Jon SooHoo/Los Angeles Dodgers

Jon SooHoo/Los Angeles Dodgers

By Jon Weisman

Instead of a single Winter Development Program for minor leaguers this month, as they have had in recent years, the Dodgers will run three different smaller camps over the next three weeks.

“There’s room for us to do it a little more creatively this time and optimize for togetherness and development of our players, and also our staff members,” Dodger director of player development Gabe Kapler said.

The slate will begin with a retreat for Dodger player development staff Monday in Los Angeles. Then, running from January 21-24 at Camelback Ranch, will be a camp specifically for catchers.

“It’s going to be a robust, thorough (approach) to catching from a number of different angles, including pitch sequencing and keeping balls in the strike zone,” Kapler said.

The catchers camp has been spearheaded by Jeremy Zoll, the Dodgers’ new senior manager of player development.

“He has done a spectacular job of building this camp out,” Kapler said of the 25-year-old Zoll, most recently advanced scouting coordinator for the Angels.

Zoll said that one of the ideas behind the camp is to get catchers at all levels of the organization the instruction they need ahead of Spring Training, when countless pitchers need someone to throw to and time is precious.

“Catchers have a lot of responsibilities, whether it’s defensively, game-calling, managing different personalities … before you even start to think about the offensive component,” Zoll said.

“As we kind of thought about it, catchers have a lot thrown on their plate at the start of Spring Training. There’s not a lot of time to have dedicated work sessions just for them, so we felt if we designed a three-day minicamp to kind of jump-start things we want to implement throughout the organization … it would be beneficial.”

Zoll said there would be a mix of educational and on-field sessions, led by (among others) catching coordinator Travis Barbary, assistant catching coordinator Ryan Sienko, field coordinator Clayton McCullough and more. There is catching expertise up and down the organization, including two new former big-league backstops in new bench coach Bob Geren and bullpen coach Josh Bard.

On the heels of the catchers camp will be a leadership council camp in Los Angeles from January 25-27, featuring “selected players and staff members in the organization who we feel have the capability to reach other players with positive messages, and to continue to work toward flexibility, communication and trust throughout our player development,” according to Kapler.

Kapler added that the leadership council camp will revolve around interactive conversation between players and staff members.

“We’re going to be presenting less and involving them more,” Kapler said.

The changes from last year’s program — which itself was well-received — represent the ongoing reevaluation of baseball operations internally to make sure the best possible methods are being used.

“Philosophically, we view doing things because they make sense and not because they were done that way the year prior,” Kapler said. “There’s a real chance we do it differently next year. We don’t feel locked into any particular (approach).”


▸ Your goal:
Search the data for the word "ticks" and copy every line where it occurs.

▸ Data shown:
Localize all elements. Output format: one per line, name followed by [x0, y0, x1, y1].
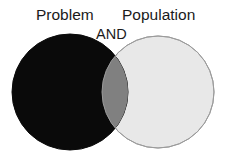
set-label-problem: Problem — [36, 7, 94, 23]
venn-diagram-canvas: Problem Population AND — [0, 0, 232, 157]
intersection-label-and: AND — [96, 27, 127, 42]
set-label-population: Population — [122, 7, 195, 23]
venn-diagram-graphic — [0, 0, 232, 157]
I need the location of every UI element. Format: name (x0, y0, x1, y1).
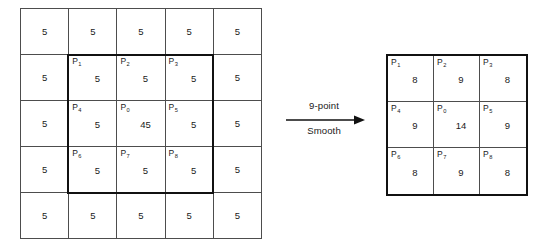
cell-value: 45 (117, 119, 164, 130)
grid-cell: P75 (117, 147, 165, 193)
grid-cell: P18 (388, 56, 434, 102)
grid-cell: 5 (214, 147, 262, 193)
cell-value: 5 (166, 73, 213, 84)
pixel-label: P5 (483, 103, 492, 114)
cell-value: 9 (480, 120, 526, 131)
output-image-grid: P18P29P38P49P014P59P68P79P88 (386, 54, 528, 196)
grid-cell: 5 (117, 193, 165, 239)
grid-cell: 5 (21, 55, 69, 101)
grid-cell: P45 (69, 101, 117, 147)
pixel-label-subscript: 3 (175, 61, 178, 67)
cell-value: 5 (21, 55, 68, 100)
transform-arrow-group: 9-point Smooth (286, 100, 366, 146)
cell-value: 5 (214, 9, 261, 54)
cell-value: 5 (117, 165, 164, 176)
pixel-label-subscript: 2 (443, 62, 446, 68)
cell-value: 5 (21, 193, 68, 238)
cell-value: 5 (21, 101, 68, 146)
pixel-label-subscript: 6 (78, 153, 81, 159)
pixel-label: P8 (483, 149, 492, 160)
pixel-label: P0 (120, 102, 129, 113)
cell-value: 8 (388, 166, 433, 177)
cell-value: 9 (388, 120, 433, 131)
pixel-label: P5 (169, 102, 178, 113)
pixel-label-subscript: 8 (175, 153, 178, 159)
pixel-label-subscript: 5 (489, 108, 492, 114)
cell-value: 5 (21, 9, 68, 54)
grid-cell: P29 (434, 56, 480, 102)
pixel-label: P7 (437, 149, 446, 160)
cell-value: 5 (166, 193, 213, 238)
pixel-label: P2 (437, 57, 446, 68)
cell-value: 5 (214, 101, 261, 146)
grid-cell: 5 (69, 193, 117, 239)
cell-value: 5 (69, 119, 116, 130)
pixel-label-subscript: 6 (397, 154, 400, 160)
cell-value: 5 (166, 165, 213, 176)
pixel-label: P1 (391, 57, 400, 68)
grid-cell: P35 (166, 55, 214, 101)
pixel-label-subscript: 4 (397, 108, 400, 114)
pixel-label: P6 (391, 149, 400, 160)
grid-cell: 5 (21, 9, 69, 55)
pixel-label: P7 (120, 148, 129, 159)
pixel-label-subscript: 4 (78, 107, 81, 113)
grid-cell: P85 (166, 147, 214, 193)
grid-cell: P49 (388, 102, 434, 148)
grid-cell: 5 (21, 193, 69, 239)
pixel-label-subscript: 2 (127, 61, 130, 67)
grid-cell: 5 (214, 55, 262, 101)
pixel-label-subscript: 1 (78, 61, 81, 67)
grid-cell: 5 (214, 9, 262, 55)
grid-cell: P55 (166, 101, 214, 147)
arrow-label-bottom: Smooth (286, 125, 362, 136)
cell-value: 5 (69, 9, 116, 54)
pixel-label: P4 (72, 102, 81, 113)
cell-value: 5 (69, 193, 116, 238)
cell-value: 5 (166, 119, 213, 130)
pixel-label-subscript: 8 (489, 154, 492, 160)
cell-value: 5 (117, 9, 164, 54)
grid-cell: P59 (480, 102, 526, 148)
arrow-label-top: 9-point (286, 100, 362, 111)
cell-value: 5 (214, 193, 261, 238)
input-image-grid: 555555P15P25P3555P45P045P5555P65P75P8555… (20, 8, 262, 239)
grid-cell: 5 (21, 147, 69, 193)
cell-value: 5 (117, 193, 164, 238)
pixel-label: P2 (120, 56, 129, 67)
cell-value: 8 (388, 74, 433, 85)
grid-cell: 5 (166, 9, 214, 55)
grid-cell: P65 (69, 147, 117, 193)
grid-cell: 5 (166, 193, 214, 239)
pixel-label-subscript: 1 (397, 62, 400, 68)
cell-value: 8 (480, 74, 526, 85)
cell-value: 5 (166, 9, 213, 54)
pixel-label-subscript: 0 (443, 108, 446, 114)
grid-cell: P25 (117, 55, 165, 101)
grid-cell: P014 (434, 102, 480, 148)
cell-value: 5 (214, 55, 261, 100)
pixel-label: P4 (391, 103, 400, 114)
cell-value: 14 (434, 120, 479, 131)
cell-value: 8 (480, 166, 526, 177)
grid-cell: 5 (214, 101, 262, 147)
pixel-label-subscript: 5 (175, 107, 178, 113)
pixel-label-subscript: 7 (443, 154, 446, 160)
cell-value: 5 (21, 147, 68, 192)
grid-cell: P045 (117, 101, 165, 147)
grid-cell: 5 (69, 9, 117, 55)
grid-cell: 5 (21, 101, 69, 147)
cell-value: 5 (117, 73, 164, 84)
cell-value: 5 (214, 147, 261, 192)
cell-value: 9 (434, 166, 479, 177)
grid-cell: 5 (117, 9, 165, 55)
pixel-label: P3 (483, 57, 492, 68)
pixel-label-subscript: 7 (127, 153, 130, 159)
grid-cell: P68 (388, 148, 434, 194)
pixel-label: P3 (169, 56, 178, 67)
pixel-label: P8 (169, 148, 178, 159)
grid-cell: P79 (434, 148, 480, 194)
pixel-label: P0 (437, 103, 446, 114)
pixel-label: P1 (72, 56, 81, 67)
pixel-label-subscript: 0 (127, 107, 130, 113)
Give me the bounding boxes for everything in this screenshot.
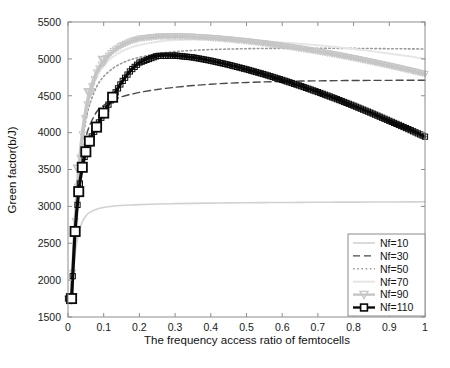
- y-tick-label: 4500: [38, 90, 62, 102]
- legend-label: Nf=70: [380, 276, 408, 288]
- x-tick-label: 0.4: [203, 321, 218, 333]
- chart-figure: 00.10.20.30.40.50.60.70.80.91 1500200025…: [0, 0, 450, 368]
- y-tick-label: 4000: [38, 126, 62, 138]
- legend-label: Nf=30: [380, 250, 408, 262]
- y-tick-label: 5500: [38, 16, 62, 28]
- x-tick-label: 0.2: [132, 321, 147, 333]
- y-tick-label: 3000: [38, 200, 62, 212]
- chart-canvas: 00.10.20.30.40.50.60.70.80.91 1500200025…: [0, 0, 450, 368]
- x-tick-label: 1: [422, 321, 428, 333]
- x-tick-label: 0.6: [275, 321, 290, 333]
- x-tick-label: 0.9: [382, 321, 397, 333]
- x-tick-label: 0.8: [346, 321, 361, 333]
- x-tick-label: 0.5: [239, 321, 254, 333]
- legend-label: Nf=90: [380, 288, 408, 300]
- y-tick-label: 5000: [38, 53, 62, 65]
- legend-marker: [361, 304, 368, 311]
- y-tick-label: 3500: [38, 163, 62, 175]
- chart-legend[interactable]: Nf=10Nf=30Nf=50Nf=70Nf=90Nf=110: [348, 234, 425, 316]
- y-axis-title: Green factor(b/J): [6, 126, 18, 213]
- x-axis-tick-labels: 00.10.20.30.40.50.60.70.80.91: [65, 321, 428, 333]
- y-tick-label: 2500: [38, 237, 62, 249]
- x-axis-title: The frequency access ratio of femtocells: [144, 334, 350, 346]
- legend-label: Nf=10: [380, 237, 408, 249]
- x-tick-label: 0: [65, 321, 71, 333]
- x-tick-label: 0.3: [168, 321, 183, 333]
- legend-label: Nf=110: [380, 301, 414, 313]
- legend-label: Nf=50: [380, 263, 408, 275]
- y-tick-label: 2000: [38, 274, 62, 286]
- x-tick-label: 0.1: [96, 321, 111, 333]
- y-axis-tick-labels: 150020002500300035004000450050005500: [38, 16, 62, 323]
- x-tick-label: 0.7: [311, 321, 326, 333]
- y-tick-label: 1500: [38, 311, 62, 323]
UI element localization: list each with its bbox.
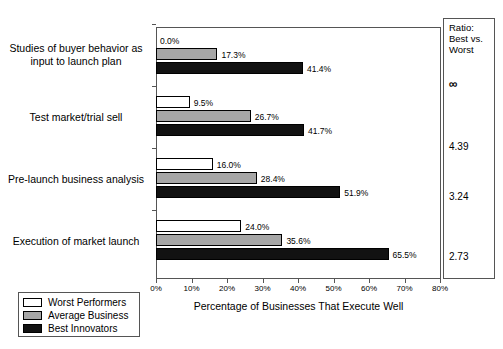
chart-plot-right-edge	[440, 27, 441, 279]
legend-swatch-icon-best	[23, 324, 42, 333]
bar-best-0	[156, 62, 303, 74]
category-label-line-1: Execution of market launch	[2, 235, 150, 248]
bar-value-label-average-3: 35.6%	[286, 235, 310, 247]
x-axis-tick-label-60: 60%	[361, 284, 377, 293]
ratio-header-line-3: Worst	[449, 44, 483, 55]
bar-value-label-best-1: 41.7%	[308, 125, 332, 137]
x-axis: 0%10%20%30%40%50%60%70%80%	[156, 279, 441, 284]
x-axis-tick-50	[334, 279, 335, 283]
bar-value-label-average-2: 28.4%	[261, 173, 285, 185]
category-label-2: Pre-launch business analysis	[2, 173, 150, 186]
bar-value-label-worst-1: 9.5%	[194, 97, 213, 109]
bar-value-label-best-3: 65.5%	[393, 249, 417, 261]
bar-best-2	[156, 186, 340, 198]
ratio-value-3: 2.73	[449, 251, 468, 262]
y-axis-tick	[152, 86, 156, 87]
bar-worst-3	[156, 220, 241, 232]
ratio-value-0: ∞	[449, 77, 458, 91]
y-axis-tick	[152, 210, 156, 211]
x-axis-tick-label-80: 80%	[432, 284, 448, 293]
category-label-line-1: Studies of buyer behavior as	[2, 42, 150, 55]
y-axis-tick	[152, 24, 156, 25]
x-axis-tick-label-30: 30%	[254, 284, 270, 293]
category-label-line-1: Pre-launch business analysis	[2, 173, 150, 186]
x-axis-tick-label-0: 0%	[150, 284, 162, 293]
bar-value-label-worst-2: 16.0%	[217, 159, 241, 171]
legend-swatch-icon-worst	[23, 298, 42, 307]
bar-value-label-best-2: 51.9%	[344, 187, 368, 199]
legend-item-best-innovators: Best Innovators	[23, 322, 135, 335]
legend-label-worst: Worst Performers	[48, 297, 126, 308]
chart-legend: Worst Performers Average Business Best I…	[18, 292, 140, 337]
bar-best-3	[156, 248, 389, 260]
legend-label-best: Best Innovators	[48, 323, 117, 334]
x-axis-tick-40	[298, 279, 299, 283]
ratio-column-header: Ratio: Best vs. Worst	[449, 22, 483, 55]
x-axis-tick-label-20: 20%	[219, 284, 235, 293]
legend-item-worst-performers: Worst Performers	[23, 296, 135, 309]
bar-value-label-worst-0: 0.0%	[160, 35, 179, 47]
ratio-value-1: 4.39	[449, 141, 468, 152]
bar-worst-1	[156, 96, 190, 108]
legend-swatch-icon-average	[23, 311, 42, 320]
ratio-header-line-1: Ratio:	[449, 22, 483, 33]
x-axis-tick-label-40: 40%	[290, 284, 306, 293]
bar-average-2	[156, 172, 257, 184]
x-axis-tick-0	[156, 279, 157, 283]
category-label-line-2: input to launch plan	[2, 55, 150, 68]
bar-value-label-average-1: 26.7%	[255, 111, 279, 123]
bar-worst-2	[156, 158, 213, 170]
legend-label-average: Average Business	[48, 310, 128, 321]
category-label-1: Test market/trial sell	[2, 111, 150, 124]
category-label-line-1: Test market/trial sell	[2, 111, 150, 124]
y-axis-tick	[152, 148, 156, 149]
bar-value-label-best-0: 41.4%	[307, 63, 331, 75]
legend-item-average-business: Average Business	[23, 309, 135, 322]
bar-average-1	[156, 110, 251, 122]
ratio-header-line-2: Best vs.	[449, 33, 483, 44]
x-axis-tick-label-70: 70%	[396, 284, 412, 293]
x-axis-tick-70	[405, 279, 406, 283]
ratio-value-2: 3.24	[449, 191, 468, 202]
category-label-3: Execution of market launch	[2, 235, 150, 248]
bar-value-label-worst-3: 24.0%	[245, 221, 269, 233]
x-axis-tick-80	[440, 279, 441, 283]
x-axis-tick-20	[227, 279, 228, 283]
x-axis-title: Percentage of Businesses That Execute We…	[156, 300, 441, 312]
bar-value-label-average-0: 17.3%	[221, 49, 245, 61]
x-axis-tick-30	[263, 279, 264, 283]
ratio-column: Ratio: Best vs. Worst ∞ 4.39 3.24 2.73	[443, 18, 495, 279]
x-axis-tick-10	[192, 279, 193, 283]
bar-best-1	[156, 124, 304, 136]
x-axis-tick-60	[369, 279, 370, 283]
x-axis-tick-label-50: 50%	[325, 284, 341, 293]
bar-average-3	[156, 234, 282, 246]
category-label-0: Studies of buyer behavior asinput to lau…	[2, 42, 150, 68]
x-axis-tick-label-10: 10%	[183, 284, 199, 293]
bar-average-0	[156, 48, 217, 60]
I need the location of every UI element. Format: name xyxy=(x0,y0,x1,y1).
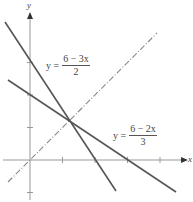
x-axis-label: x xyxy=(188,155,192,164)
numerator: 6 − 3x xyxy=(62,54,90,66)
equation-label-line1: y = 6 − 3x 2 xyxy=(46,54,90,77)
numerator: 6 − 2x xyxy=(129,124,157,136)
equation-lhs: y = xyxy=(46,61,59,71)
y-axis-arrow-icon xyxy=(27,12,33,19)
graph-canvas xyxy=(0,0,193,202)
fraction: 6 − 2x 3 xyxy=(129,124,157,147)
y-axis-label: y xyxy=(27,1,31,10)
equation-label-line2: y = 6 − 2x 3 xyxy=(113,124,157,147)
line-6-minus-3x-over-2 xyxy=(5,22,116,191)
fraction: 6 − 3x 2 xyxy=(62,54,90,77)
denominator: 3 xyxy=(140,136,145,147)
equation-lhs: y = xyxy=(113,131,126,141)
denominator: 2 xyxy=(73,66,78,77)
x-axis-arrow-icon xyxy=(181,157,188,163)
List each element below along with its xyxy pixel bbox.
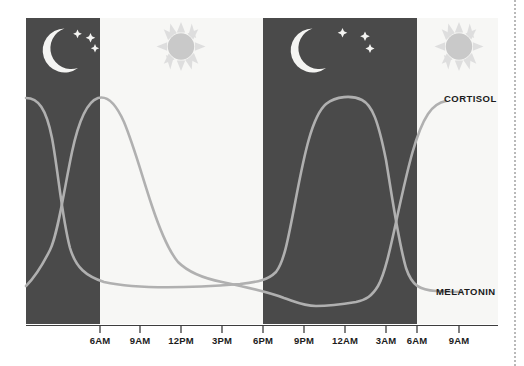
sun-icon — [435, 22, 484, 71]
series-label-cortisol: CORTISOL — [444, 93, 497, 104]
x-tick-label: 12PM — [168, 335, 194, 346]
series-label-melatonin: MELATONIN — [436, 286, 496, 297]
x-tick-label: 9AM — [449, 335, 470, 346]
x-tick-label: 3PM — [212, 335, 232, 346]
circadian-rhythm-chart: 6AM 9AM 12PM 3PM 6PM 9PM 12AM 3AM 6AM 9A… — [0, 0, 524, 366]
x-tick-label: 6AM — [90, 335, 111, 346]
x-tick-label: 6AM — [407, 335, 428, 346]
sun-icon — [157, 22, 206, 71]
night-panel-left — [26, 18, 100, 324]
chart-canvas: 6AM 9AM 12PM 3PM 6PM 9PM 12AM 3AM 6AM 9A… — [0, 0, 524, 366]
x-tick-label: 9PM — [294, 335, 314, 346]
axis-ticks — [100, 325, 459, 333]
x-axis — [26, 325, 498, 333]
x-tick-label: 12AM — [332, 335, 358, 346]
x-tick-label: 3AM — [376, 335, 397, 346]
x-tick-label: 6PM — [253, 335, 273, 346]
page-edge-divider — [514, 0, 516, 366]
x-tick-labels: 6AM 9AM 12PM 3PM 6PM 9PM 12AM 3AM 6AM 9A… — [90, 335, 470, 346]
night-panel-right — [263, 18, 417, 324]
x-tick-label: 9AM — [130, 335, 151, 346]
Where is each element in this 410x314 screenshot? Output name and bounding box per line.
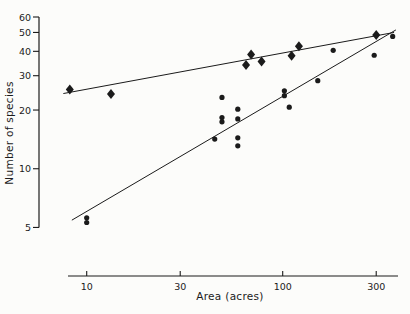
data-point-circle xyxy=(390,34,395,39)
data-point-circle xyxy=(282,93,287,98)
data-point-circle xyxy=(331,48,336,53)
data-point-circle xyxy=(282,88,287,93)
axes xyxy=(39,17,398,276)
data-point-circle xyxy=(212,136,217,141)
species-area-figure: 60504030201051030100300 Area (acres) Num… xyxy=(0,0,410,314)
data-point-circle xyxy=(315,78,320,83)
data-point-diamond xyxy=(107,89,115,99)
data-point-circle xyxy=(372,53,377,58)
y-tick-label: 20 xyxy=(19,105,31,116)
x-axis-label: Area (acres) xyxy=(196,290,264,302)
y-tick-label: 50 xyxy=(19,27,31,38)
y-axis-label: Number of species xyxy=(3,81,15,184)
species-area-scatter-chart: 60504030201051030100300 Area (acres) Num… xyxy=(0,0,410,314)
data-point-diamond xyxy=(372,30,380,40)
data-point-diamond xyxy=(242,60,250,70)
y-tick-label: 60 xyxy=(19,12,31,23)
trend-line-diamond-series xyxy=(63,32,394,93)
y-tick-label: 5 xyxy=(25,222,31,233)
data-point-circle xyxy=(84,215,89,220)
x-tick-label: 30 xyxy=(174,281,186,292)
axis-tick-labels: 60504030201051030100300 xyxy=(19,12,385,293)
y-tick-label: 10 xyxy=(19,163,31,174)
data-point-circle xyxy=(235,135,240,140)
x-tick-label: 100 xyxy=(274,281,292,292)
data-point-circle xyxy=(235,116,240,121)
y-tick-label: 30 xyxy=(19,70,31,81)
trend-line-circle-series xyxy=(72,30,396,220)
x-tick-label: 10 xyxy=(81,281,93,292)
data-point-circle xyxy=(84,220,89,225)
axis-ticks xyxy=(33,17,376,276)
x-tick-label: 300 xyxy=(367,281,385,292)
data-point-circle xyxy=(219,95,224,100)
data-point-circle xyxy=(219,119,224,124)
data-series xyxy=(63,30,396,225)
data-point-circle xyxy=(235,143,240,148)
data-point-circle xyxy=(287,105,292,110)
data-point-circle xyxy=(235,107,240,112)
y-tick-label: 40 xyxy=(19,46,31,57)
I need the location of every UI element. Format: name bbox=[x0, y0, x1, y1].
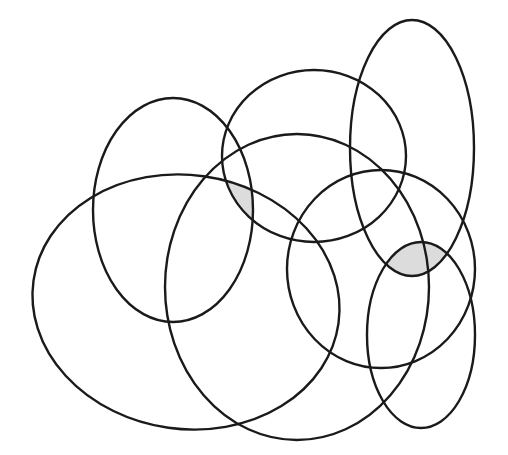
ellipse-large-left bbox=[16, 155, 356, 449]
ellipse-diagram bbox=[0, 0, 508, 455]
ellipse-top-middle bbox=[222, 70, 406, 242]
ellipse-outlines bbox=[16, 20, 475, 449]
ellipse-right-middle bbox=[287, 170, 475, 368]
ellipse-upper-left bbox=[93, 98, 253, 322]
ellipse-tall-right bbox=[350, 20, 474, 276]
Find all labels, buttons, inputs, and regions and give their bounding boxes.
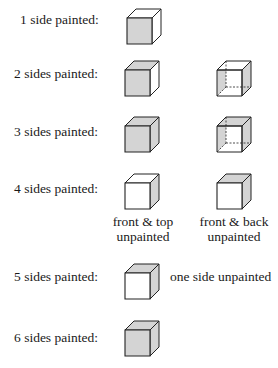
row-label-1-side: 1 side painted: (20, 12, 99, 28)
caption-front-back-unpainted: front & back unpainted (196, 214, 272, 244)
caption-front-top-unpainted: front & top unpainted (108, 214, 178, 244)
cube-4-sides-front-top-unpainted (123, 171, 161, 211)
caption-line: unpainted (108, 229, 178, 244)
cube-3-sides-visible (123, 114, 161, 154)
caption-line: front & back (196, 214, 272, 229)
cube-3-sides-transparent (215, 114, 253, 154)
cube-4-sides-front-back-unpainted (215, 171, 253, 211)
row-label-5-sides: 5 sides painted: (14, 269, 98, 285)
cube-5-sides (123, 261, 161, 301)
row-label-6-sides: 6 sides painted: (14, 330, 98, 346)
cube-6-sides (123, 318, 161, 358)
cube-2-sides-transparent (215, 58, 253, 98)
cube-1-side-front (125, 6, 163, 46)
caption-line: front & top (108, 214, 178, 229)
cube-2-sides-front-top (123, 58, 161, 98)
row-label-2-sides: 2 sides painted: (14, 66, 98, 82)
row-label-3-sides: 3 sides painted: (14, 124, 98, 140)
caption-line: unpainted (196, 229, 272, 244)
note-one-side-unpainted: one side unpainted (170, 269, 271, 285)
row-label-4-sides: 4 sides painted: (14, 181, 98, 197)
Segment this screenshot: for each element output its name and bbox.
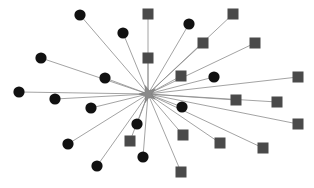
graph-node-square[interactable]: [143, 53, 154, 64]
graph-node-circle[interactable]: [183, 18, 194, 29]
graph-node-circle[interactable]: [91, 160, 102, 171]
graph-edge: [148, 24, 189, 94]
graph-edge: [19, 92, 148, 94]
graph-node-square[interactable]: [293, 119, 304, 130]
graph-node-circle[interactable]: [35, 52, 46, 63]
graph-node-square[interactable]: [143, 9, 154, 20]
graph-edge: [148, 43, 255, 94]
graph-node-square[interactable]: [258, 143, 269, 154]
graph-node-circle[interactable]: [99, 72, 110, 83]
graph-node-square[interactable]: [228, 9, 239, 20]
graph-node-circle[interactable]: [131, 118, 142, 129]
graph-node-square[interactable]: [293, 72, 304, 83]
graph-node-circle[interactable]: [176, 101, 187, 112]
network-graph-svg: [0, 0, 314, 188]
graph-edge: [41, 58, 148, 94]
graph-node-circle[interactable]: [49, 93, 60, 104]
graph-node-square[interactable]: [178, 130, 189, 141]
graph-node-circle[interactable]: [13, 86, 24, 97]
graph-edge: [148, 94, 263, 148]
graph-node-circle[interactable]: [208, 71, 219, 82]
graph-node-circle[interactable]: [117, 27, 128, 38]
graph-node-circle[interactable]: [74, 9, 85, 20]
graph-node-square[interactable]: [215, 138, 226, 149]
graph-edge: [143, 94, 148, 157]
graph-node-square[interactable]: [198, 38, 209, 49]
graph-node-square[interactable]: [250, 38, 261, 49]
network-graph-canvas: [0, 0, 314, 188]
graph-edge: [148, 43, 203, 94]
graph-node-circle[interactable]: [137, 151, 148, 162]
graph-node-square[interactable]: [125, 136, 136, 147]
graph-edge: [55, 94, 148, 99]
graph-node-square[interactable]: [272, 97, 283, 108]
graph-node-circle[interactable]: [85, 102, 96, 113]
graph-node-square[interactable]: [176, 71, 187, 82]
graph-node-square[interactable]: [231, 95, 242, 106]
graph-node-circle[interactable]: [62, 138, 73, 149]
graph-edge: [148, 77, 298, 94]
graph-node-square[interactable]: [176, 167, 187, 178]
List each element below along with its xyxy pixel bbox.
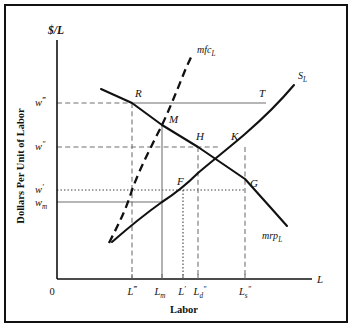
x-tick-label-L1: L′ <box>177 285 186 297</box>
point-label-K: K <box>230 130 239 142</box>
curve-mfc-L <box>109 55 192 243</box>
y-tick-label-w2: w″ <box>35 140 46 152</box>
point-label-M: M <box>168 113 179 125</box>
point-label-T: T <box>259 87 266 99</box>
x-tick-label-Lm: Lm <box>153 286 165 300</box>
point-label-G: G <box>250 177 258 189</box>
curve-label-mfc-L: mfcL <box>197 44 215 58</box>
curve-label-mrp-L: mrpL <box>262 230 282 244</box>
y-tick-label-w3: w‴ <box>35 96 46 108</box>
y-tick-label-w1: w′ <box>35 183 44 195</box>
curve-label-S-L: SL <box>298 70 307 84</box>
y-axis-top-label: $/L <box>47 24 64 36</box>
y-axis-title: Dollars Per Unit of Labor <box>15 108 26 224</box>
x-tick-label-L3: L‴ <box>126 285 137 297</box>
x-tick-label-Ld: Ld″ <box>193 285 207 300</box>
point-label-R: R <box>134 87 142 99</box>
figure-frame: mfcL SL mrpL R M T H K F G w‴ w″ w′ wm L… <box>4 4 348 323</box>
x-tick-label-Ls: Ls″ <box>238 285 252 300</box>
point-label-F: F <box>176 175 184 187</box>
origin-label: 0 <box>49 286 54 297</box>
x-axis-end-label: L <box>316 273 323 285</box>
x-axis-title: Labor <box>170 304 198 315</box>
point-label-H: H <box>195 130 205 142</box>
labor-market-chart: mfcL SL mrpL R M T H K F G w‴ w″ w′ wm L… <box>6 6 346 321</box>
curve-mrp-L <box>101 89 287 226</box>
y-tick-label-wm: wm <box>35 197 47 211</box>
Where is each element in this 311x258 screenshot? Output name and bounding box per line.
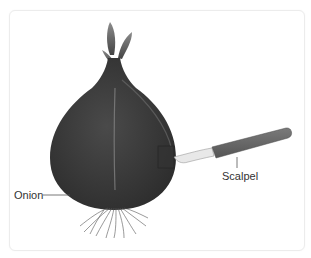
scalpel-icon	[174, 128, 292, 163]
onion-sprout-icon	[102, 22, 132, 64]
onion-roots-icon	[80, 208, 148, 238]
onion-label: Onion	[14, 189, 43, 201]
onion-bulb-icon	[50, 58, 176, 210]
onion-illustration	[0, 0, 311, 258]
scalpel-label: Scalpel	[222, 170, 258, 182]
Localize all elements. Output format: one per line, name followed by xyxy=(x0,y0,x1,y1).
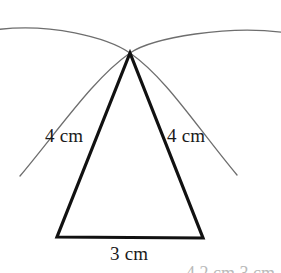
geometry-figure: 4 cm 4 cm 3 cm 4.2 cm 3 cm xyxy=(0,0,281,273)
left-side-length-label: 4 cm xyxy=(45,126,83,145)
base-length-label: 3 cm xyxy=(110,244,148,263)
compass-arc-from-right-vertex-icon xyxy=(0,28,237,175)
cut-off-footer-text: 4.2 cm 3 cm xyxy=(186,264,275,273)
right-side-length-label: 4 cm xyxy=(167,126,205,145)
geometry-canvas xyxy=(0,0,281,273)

▸ Your response:
axis-ticks — [100, 325, 459, 333]
axis-ticks xyxy=(33,17,376,276)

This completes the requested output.